TLDR
- Legal & General (LGEN) shares declined approximately 6% following disappointing analyst forecasts
- Operating profit increased 6% to £1.62 billion, yet underperformed market expectations
- Solvency II coverage ratio declined from 232% to 210%, below analyst predictions
- Company unveiled record-breaking £1.2 billion share repurchase program
- Planned shareholder distributions total £2.4 billion over the coming year
Legal & General revealed a 6% increase in annual core earnings for 2025, yet the market response was decidedly negative. Shares tumbled as investors focused on underwhelming forecasts and deteriorating solvency metrics.
Legal & General Group Plc, LGEN.L
The company’s core operating earnings reached £1.62 billion, falling short of analyst projections. Pre-tax profit surged 143% to £807 million — though this significantly missed the consensus forecast of approximately £1.19 billion.
Core earnings per share advanced 9% to 20.93p, achieving the upper boundary of L&G’s projected 6–9% guidance corridor. Management characterized this performance as encouraging for future business trajectory.
Nevertheless, market participants reacted negatively. During London trading hours, LGEN shares plummeted roughly 5.7% to 243.8p — marking the steepest single-day decline in nearly a year.
The Solvency II capital ratio proved another disappointment. The metric registered 210%, declining from the prior year’s 232%. This underperformance versus analyst forecasts troubled investors who view this indicator as critical for assessing financial resilience.
Chief Executive António Simões dismissed the concerns. He emphasized the firm remained “very comfortable” with its capital strength and referenced the £1.2 billion buyback initiative — unprecedented in L&G’s corporate history — as evidence of management confidence.
“In two years, we’ve reshaped the company,” Simões stated in an interview with Reuters. He characterized L&G as “a sharper, more focused business” emerging from comprehensive restructuring efforts.
Shareholder Returns and Business Performance
Overall planned capital distributions to shareholders amount to £2.4 billion throughout the upcoming 12 months, with cumulative targets exceeding £5 billion from 2025 through 2027. Dividend per share expansion is projected at 2%.
The pension risk transfer segment delivered robust performance. L&G executed £11.8 billion in global bulk annuity transactions, including £10.4 billion concentrated in the UK market. Workplace defined-contribution assets under administration expanded 21% to reach £114 billion.
The asset management division demonstrated notable improvement. Private markets assets climbed 32% to £75 billion, while average fee margins widened to 9.1 basis points.
Peel Hunt analyst Andreas Van Embden characterized the results as “solid set of results, broadly in line with estimates at the operating level,” while noting a 4% shortfall in net asset value attributable to investment variances.
Panmure Liberum’s Abid Hussain observed the figures “look fine year-on-year but appear to have generally missed or be in line with expectations.”
Monitoring the Iran War
L&G, overseeing £1.1 trillion in total assets, maintains vigilant surveillance of market developments. Simões indicated the firm is tracking potential market ramifications from the escalating U.S.-Israeli war against Iran, which has elevated oil prices and intensified concerns regarding global economic stability.
L&G maintains substantial positions in UK government bonds, where yields have increased. Simões noted that broader credit spreads actually enhance the company’s financial outcomes. “So we’re monitoring the impact very closely, but we’re pretty confident,” he explained.
The organization also identified emerging pressures within the U.S. private credit sector as a monitored risk factor. L&G established a strategic alliance with Blackstone in U.S. private credit during the previous year, with Simões affirming the company’s commitment to high-quality credit remains unchanged.
Forward guidance for 2026 anticipates core operating EPS expansion at the upper end of the 6–9% corridor, with robust bulk annuity transaction volumes projected to persist.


All entries should be printed precisely as written.
┌─ Listed records
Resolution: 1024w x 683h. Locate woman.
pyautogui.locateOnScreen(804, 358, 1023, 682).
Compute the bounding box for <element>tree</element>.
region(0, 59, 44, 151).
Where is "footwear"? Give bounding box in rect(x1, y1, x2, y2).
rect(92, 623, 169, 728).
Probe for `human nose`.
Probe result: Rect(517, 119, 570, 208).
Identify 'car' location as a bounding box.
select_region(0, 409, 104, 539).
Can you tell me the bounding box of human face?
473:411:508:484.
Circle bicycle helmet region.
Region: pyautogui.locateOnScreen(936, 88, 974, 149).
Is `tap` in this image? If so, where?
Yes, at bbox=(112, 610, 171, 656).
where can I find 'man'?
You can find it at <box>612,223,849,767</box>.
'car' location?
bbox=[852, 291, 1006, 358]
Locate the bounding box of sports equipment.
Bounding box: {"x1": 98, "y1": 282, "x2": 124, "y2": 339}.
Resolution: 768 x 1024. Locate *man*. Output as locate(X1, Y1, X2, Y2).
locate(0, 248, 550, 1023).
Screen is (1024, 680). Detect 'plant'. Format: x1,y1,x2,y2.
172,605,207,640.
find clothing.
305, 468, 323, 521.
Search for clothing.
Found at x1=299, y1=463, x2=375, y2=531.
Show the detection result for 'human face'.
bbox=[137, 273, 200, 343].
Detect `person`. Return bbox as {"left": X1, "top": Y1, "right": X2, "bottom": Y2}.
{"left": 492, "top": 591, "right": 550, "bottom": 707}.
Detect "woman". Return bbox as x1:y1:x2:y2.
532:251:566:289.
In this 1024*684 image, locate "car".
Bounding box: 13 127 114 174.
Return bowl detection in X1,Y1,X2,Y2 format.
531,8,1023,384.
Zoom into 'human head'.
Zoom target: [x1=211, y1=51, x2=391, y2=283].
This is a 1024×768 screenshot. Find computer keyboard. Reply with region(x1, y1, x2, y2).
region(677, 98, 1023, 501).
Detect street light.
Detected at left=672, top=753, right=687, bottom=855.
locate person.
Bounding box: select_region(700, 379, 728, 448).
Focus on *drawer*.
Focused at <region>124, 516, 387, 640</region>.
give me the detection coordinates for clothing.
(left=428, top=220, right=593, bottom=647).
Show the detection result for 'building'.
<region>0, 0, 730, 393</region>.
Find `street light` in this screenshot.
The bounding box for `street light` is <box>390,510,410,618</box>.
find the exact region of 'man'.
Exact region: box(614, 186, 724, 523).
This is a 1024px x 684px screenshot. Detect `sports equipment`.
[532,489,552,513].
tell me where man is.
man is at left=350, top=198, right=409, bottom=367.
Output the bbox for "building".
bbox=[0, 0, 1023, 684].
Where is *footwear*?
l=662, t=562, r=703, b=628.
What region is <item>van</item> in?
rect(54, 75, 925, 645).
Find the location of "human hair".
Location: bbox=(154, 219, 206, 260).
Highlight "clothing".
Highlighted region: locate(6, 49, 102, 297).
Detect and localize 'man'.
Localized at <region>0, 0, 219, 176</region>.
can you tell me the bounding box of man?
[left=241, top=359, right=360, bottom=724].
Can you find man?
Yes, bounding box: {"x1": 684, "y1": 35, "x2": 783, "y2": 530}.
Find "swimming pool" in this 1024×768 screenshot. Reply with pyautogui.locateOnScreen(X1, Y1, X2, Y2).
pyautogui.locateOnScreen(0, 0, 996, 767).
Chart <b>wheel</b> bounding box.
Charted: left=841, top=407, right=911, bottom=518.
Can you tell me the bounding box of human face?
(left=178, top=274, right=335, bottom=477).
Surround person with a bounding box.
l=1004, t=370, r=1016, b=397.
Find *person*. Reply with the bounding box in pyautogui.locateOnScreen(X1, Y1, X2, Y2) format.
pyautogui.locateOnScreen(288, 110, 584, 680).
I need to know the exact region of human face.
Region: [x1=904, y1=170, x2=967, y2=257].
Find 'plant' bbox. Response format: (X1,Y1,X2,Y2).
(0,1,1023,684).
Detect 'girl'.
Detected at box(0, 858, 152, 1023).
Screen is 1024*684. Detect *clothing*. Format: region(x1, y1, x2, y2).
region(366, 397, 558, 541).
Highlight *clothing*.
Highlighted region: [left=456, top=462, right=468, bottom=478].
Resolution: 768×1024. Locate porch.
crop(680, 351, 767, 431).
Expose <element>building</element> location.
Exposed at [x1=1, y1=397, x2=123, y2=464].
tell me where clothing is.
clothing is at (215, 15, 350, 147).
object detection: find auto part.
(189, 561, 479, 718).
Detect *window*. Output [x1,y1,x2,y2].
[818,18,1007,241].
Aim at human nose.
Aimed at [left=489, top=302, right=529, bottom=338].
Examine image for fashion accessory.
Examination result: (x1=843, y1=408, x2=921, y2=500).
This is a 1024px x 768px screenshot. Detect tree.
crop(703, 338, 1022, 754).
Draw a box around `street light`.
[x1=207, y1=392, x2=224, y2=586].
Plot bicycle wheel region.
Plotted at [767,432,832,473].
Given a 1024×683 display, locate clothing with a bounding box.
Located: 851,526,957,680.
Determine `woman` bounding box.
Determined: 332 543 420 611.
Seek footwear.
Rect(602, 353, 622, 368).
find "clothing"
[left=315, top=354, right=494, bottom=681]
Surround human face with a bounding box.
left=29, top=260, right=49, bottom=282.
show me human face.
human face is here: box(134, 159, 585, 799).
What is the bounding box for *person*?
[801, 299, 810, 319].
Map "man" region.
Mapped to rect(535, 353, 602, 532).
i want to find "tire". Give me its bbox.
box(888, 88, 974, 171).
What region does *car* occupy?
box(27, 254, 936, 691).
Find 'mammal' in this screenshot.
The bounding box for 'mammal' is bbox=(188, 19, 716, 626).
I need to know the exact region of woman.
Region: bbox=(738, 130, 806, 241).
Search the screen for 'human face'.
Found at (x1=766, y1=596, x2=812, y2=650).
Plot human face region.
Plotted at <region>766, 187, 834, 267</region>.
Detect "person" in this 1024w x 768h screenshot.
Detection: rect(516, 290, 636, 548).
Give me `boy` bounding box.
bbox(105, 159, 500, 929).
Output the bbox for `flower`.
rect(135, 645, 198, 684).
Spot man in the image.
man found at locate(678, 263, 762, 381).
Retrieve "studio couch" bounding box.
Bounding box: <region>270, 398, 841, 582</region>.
└─
Solution:
Resolution: 1024w x 683h. Locate woman.
pyautogui.locateOnScreen(804, 358, 1023, 682).
Compute the bounding box for <element>tree</element>.
region(0, 59, 44, 151).
Where is "footwear"? Give bounding box in rect(x1, y1, x2, y2).
rect(92, 623, 169, 728).
Probe for `human nose`.
Probe result: Rect(517, 119, 570, 208).
Identify 'car' location as a bounding box.
select_region(0, 409, 104, 539).
Can you tell me the bounding box of human face?
473:411:508:484.
Circle bicycle helmet region.
Region: pyautogui.locateOnScreen(936, 88, 974, 149).
Is `tap` in this image? If so, where?
Yes, at bbox=(112, 610, 171, 656).
where can I find 'man'?
You can find it at <box>612,223,849,767</box>.
'car' location?
bbox=[852, 291, 1006, 358]
Locate the bounding box of sports equipment.
Bounding box: {"x1": 98, "y1": 282, "x2": 124, "y2": 339}.
Resolution: 768 x 1024. Locate *man*. Output as locate(X1, Y1, X2, Y2).
locate(0, 248, 550, 1023).
Screen is (1024, 680). Detect 'plant'. Format: x1,y1,x2,y2.
172,605,207,640.
find clothing.
305, 468, 323, 521.
Search for clothing.
Found at x1=299, y1=463, x2=375, y2=531.
Show the detection result for 'human face'.
bbox=[137, 273, 200, 343].
Detect `person`. Return bbox as {"left": X1, "top": Y1, "right": X2, "bottom": Y2}.
{"left": 492, "top": 591, "right": 550, "bottom": 707}.
Detect "woman". Return bbox as x1:y1:x2:y2.
532:251:566:289.
In this 1024*684 image, locate "car".
Bounding box: 13 127 114 174.
Return bowl detection in X1,Y1,X2,Y2 format.
531,8,1023,384.
Zoom into 'human head'.
Zoom target: [x1=211, y1=51, x2=391, y2=283].
This is a 1024×768 screenshot. Find computer keyboard. Reply with region(x1, y1, x2, y2).
region(677, 98, 1023, 501).
Detect street light.
Detected at left=672, top=753, right=687, bottom=855.
locate person.
Bounding box: select_region(700, 379, 728, 448).
Focus on *drawer*.
Focused at <region>124, 516, 387, 640</region>.
give me the detection coordinates for clothing.
(left=428, top=220, right=593, bottom=647).
Show the detection result for 'building'.
<region>0, 0, 730, 393</region>.
Find `street light` in this screenshot.
The bounding box for `street light` is <box>390,510,410,618</box>.
find the exact region of 'man'.
Exact region: box(614, 186, 724, 523).
This is a 1024px x 684px screenshot. Detect `sports equipment`.
[532,489,552,513].
tell me where man is.
man is at left=350, top=198, right=409, bottom=367.
Output the bbox for "building".
bbox=[0, 0, 1023, 684].
Where is *footwear*?
l=662, t=562, r=703, b=628.
What region is <item>van</item> in?
rect(54, 75, 925, 645).
Find the location of "human hair".
Location: bbox=(154, 219, 206, 260).
Highlight "clothing".
Highlighted region: locate(6, 49, 102, 297).
Detect and localize 'man'.
Localized at <region>0, 0, 219, 176</region>.
can you tell me the bounding box of man?
[left=241, top=359, right=360, bottom=724].
Can you find man?
Yes, bounding box: {"x1": 684, "y1": 35, "x2": 783, "y2": 530}.
Find "swimming pool" in this 1024×768 screenshot. Reply with pyautogui.locateOnScreen(X1, Y1, X2, Y2).
pyautogui.locateOnScreen(0, 0, 996, 767).
Chart <b>wheel</b> bounding box.
Charted: left=841, top=407, right=911, bottom=518.
Can you tell me the bounding box of human face?
(left=178, top=274, right=335, bottom=477).
Surround person with a bounding box.
l=1004, t=370, r=1016, b=397.
Find *person*. Reply with the bounding box in pyautogui.locateOnScreen(X1, Y1, X2, Y2) format.
pyautogui.locateOnScreen(288, 110, 584, 680).
I need to know the exact region of human face.
Region: [x1=904, y1=170, x2=967, y2=257].
Find 'plant' bbox. Response format: (X1,Y1,X2,Y2).
(0,1,1023,684).
Detect 'girl'.
Detected at box(0, 858, 152, 1023).
Screen is 1024*684. Detect *clothing*. Format: region(x1, y1, x2, y2).
region(366, 397, 558, 541).
Highlight *clothing*.
Highlighted region: [left=456, top=462, right=468, bottom=478].
Resolution: 768×1024. Locate porch.
crop(680, 351, 767, 431).
Expose <element>building</element> location.
Exposed at [x1=1, y1=397, x2=123, y2=464].
tell me where clothing is.
clothing is at (215, 15, 350, 147).
object detection: find auto part.
(189, 561, 479, 718).
Detect *window*. Output [x1,y1,x2,y2].
[818,18,1007,241].
Aim at human nose.
Aimed at [left=489, top=302, right=529, bottom=338].
Examine image for fashion accessory.
Examination result: (x1=843, y1=408, x2=921, y2=500).
This is a 1024px x 768px screenshot. Detect tree.
crop(703, 338, 1022, 754).
Draw a box around `street light`.
[x1=207, y1=392, x2=224, y2=586].
Plot bicycle wheel region.
Plotted at [767,432,832,473].
Given a 1024×683 display, locate clothing with a bounding box.
Located: 851,526,957,680.
Determine `woman` bounding box.
Determined: 332 543 420 611.
Seek footwear.
Rect(602, 353, 622, 368).
find "clothing"
[left=315, top=354, right=494, bottom=681]
Surround human face with a bounding box.
left=29, top=260, right=49, bottom=282.
show me human face.
human face is here: box(134, 159, 585, 799).
What is the bounding box for *person*?
[801, 299, 810, 319].
Map "man" region.
Mapped to rect(535, 353, 602, 532).
i want to find "tire". Give me its bbox.
box(888, 88, 974, 171).
What region does *car* occupy?
box(27, 254, 936, 691).
Find 'mammal' in this screenshot.
The bounding box for 'mammal' is bbox=(188, 19, 716, 626).
I need to know the exact region of woman.
Region: bbox=(738, 130, 806, 241).
Search the screen for 'human face'.
Found at (x1=766, y1=596, x2=812, y2=650).
Plot human face region.
Plotted at <region>766, 187, 834, 267</region>.
Detect "person" in this 1024w x 768h screenshot.
Detection: rect(516, 290, 636, 548).
Give me `boy` bounding box.
bbox(105, 159, 500, 929).
Output the bbox for `flower`.
rect(135, 645, 198, 684).
Spot man in the image.
man found at locate(678, 263, 762, 381).
Retrieve "studio couch" bounding box.
Bounding box: <region>270, 398, 841, 582</region>.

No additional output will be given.